Sometimes I wonder how people move through life so loosely.
I watch them walk through a day without a mental checklist running in the background. I watch them ignore a tone shift in conversation, or leave a task unfinished without it gnawing at their peace. I see them exist in a room where tension is sitting quietly in the corner, and they just…. sit there. They don’t feel the need to diffuse it. They don’t feel the need to fix it.
I, on the other hand, see it immediately.
I see the future problems tucked behind a casual decision. I see the unspoken feeling written in the way someone set down their glass. I see the mark on the wall that, if I don’t clean it now, it will sit in my mind like a siren until it’s gone. I see the details that doesn’t matter today but will be the “reason it all went wrong” tomorrow.
So when someone doesn’t notice – When they don’t anticipate, don’t prepare, or don’t think three steps ahead. I feel it deeply. It vibrate in my chest like frequency only I can hear.
- “Why can’t you see that?”
- “How did you not think of that?”
- “Doesn’t that worry you?”
- “How can you just… let that be?”
It isn’t always even anger. It’s a profound, isolating and confusing sense of disbelief that other people don’t seem to carry the same weight that I do.
To me, these things are the “obvious.” Of course you think ahead. Of course you plan for the worst. Of course you account for everyone’s comfort before your own. I’ve spent so long doing this that I’ve convinced myself this is simply what “caring” looks like. I’ve equated hyper-vigilance with love, and over-functioning with responsibility.
But slowly, I’m realizing something uncomfortable: What feels like “obvious awareness” to me is actually a brain in overdrive.
My mind isn’t just “noticing; It is tracking, monitoring and predicting. It is an internal surveillance system that never goes offline. I’ve mistaken this frantic scanning for a personality trait, when really, its a survival strategy.
When others don’t operate this way, I feel utterly alone in the work. I feel like I’m holding a map that no one asked for, shouting directions to people who don’t realize they’re lost. I’m bracing for an impact that may never come. While everyone else is just….. sitting.
I oscillate between resentment and envy.
I resent that I have to be the “Seer,” the one who carries the weight of the “what Ifs.” But i envy the lightness on their shoulders. What would it feel like to not constantly anticipate? To not carry every possible outcome in your pocket like heavy stones? To trust that things will unfold, perhaps messily, perhaps imperfectly – mwithout me having to manage the friction.
I don’t know that version of myself just yet.
Seeing everything was my safety. If I could see it, I could stop it, If i could predict it, I could survive it. But I’m starting to understand that not everyone is trying to survive the present moment. Some people are just living it.
Maybe they aren’t “careless.” Maybe they are regulated.
Maybe they don’t see what I see because they aren’t looking for danger in ordinary moments. Maybe they feel secure enough to let mistakes happen. Maybe they’ve accepted a truth I’m still fighting: Life cannot be controlled, and the effort to do so is they very thing that prevents us from enjoying it.
That’s the part I’m still learning. Seeing everything feels like protection, but its actually a wall. It isolates me from the people I love because I’m to busy auditing the room to actually be in the room with them.
If I stopped carrying the whole room on my shoulders. If I let the map go and just sat down. Would the world really fall apart? Or would I finally for the first time, feel what it’s like to be supported by the ground beneath me instead of trying to hold it up?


> _PROBLEM_
Every line that holds the word "swatch" needs to be copied from the data below.

_ _ _

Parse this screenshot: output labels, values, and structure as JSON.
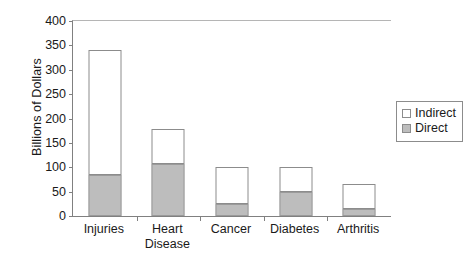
{
  "chart_data": {
    "type": "bar",
    "subtype": "stacked-vertical",
    "title": "",
    "xlabel": "",
    "ylabel": "Billions of Dollars",
    "ylim": [
      0,
      400
    ],
    "yticks": [
      0,
      50,
      100,
      150,
      200,
      250,
      300,
      350,
      400
    ],
    "ytick_labels": [
      "0",
      "50",
      "100",
      "150",
      "200",
      "250",
      "300",
      "350",
      "400"
    ],
    "grid": false,
    "legend_position": "right",
    "categories": [
      "Injuries",
      "Heart Disease",
      "Cancer",
      "Diabetes",
      "Arthritis"
    ],
    "category_label_lines": [
      [
        "Injuries"
      ],
      [
        "Heart",
        "Disease"
      ],
      [
        "Cancer"
      ],
      [
        "Diabetes"
      ],
      [
        "Arthritis"
      ]
    ],
    "series": [
      {
        "name": "Direct",
        "values": [
          85,
          107,
          25,
          50,
          15
        ],
        "color": "#bdbdbd"
      },
      {
        "name": "Indirect",
        "values": [
          255,
          71,
          75,
          50,
          50
        ],
        "color": "#ffffff"
      }
    ],
    "totals": [
      340,
      178,
      100,
      100,
      65
    ]
  },
  "legend": {
    "items": [
      {
        "label": "Indirect",
        "swatch": "white-square"
      },
      {
        "label": "Direct",
        "swatch": "gray-square"
      }
    ]
  },
  "colors": {
    "direct_fill": "#bdbdbd",
    "indirect_fill": "#ffffff",
    "bar_outline": "#8c8c8c",
    "axis": "#808080",
    "text": "#1a1a1a",
    "background": "#ffffff"
  }
}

_ _ _

> _ANSWER SECTION_
        "swatch": "white-square"
        "swatch": "gray-square"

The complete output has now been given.